We really need to shut this particular shit down.

13.10.11

Less Ignoring & More Obfusticating


The subject of the first e-petition to prompt a Parliamentary debate has been ignored by MPs when the debate took place.The online petition - signed by more than 240,000 people - called for those convicted of involvement in the summer riots to be stripped of their benefits.
The three-hour debate in Westminster Hall covered the wider response to the riots, but did not touch on benefits.
To me this is less about ignoring the issue and more about confusing it; the prediliction for public outcries to incite "something-must-be-doneism" in our politicians has probably done more to allowing the destructive behaviour of the last 15 years than anything else; if it wasn't Diana shrines popping up to appease Daily Fail readers it was Blair's law-a-minute approach whilst ignoring perfectly good but unenforced laws or Brown's purple banana's.
During the hearing, MPs shared their views on the causes of the riots, the police response and the impact on their constituencies
....
Nick Raynsford, Labour MP, said eviction should not be used as a secondary means to punish people who should have already been punished by the law.
Conservative MP Gavin Barwell said when one person in a family was repeatedly antisocial, this could be considered a proportionate response.
And both are right - in general it is unlikely that many of the rioters were not indulging in their first offence and fewer still are probably recidivists who belong in jail; it is these few that add nothing to society who need their benefits stopping and the largesse of an increasingly pressed and tired society curbing, preferably following a period in jail.
Do not get me wrong - the e-petitions website is a good thing but it is not, should not, be there so that the public at large dictate the nitty gritty of the law making process - that is what we pay MP's for; remember: Blair's pandering to the masses allowed him to bypass in a multitude not only the rule of law for himself and his crony capitalist buddies but also damage the spirit of the law too: we have judges who rule against parliamentary law in favour of alien authorities like the EU, statutory instruments designed to fine tune ancient acts of parliament steam-rolling over it's mechanisms of introducing new laws or putting them in front of elected representatives and a political clique so disconnected from the boring job of ensuring a simple, enforcable system of law is suitable for it's time that it concerns itself with trivialities.

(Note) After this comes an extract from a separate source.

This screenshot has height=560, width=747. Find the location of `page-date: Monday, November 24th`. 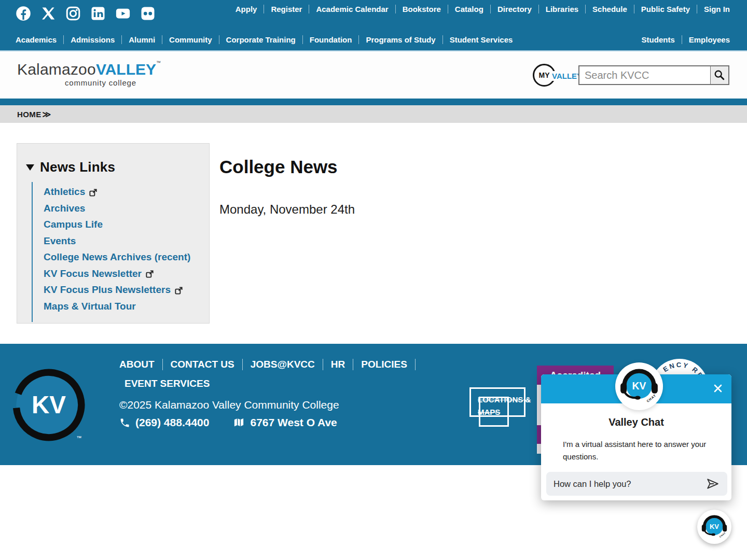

We need to keep pushing for e-petitions like this, don't get me wrong; but more importantly if we feel we are capable of writing the law we should be standing for parliament - at the very least asking our elected representative for their views on this and making it known that without their support for reform of our dessicated government, the state and the systems we have for "dealing" with these kinds of problems they will not see our votes or that of anyone else we will be actively convincing.

Incidentally if you want to support a petition I think we can all believe in click here.

9.10.11

So Much For The Arab Spring

Remember how the media was rejoicing at the rise of protests across the Arabian peninsula and uprisings in Egypt which ultimately led to Mubarrak's downfall, and how this was to usher in a new era of brotherly love?

Apparently not:

At least 23 people have been killed and scores injured in the worst violence since Egypt's former President Hosni Mubarak was ousted in February.

Clashes broke out after a protest in Cairo against an attack on a church in Aswan province last week which Coptic Christians blame on Muslim radicals.


What the media doesn't report is the ongoing persecution of Christian minorities across Africa and Asia by Muslim groups, particularly in places like Nigeria - one group we were supporting build a school finished only to have a governor-backed Muslim protest group raze it to the ground.

As vicious as the last lot were in T'gypt they weren't down with widespread beatdowns of minorities.

No doubt though Old Holborn will justify this as perfectly acceptable considering the persecution of Arabs in Palestine, or some other faux-victim group.